I came up with this solution by creating a new cloud instance and installing everything from scratch.
Just npm update.
Thank you all for your support

How to run flask appbuilder with uWSGI and Nginx

I build a web server with flask appbuilder,i can run this project by command:
python3 run.py or fabmanage run,but it always No response when not interaction after some hours,So i try to run it with Nginx.
Here is my config:
uwsgi.ini:
[uwsgi]
base = /root/flask_spider/gttx_spider/web
all_base = /root/flask_spider/gttx_spider/
app = run
module = %(app)
chdir = %(base)
virtualenv = %(all_base)/venv
socket = %(all_base)/uwsgi_gttx_spider.sock
logto = /var/log/uwsgi/%n.log
master = true
processes = 500
chmod-socket = 666
vacuum = true
callable = app
nginx.conf
server {
listen 82;
server_name gttx_spider;
charset utf-8;
client_max_body_size 75M;
location / {
include uwsgi_params;
uwsgi_pass unix:/root/flask_spider/gttx_spider/uwsgi_gttx_spider.sock;
access_log /var/log/nginx/access.log;
error_log /var/log/nginx/error.log;
}
}
and modify run.py
from app import app
app.run(host='0.0.0.0')
#app.run(host='0.0.0.0', port=8080,debug=True)
and then:
sudo ln -s /root/flask_spider/gttx_spider/nginx.conf /etc/nginx/conf.d/
sudo /etc/init.d/nginx restart
uwsgi --ini uwsgi_gttx_spider.ini
When i access IP:82 and get this log in nginx:
[error] 11104#11104: *3 upstream timed out (110: Connection timed out) while reading response header from upstream
When i access IP:5000,
And this log in uwsgi:
2018-09-10 19:36:25,747:INFO:werkzeug: * Running on http://0.0.0.0:5000/ (Press CTRL+C to quit)
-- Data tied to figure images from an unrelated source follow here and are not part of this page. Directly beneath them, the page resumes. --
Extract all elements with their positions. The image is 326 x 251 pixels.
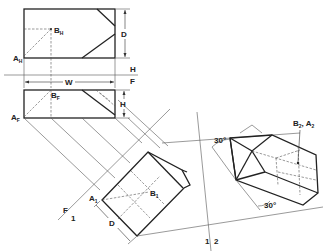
fold-label-2: 2 — [214, 237, 219, 246]
auxiliary-view-drawing: BH AH D H F W BF AF — [0, 0, 326, 251]
label-b-aux1: B1 — [150, 189, 159, 199]
dim-d-arrow-top — [124, 10, 127, 14]
fold-label-1: 1 — [71, 214, 76, 223]
front-view-hidden-slope — [96, 90, 115, 106]
angle-lower-label: 30° — [264, 201, 276, 210]
label-b2-a2: B2, A2 — [293, 119, 315, 129]
auxiliary-view-2: B2, A2 — [230, 119, 318, 205]
top-view: BH AH D — [13, 9, 131, 64]
fold-line-12: 1 2 — [197, 112, 219, 251]
front-view-hidden-slope-2 — [100, 93, 110, 101]
point-b2-a2 — [297, 162, 299, 164]
dim-w: W — [25, 77, 114, 87]
front-view: BF AF H — [11, 90, 130, 123]
label-b-front: BF — [51, 91, 60, 101]
point-b-top — [50, 28, 52, 30]
label-b-top: BH — [54, 26, 64, 36]
fold-label-h: H — [130, 65, 136, 74]
top-view-diagonal-ab — [24, 29, 51, 56]
dim-d-arrow-bottom — [124, 53, 127, 57]
front-view-slope — [82, 90, 115, 115]
dim-d-label: D — [121, 30, 127, 39]
angle-lower: 30° — [236, 180, 276, 210]
label-a-top: AH — [13, 54, 23, 64]
angle-upper-label: 30° — [214, 136, 226, 145]
dim-w-label: W — [65, 78, 73, 87]
front-view-diagonal-ab — [24, 90, 51, 117]
fold-label-f: F — [130, 77, 135, 86]
fold-label-f: F — [63, 206, 68, 215]
top-view-outline — [24, 9, 115, 58]
projection-lines-front-aux1 — [24, 100, 168, 190]
top-view-corner-cut-upper — [97, 9, 115, 26]
top-view-corner-cut-lower — [82, 34, 115, 58]
label-a-aux1: A1 — [89, 194, 98, 204]
label-a-front: AF — [11, 113, 20, 123]
fold-label-1: 1 — [205, 237, 210, 246]
dim-d-aux-label: D — [109, 219, 115, 228]
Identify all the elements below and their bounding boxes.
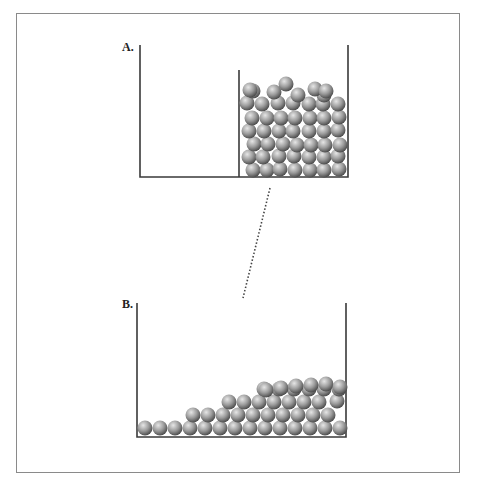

2018-09-10 19:36:38,434:INFO:werkzeug:115.192.37.57 - - [10/Sep/2018 19:36:38] "GET / HTTP/1.1" 302 -
2018-09-10 19:36:38,466:INFO:werkzeug:115.192.37.57 - - [10/Sep/2018 19:36:38] "GET /home/ HTTP/1.1" 200 -
Also,i try this:
mv web/run.py web/run_bak.py
vi run.py
from flask import Flask
app = Flask(__name__)
#app.route("/")
def hello():
return "Hello World!"
if __name__ == "__main__":
app.run(host='0.0.0.0', port=8090)
And access IP:82,it will return 'Hello World' and everything is fine
The difference is werkzeug will run the flask appbuilder project on 5000,and how to run in uwsgi.sock,Please Help,thanks!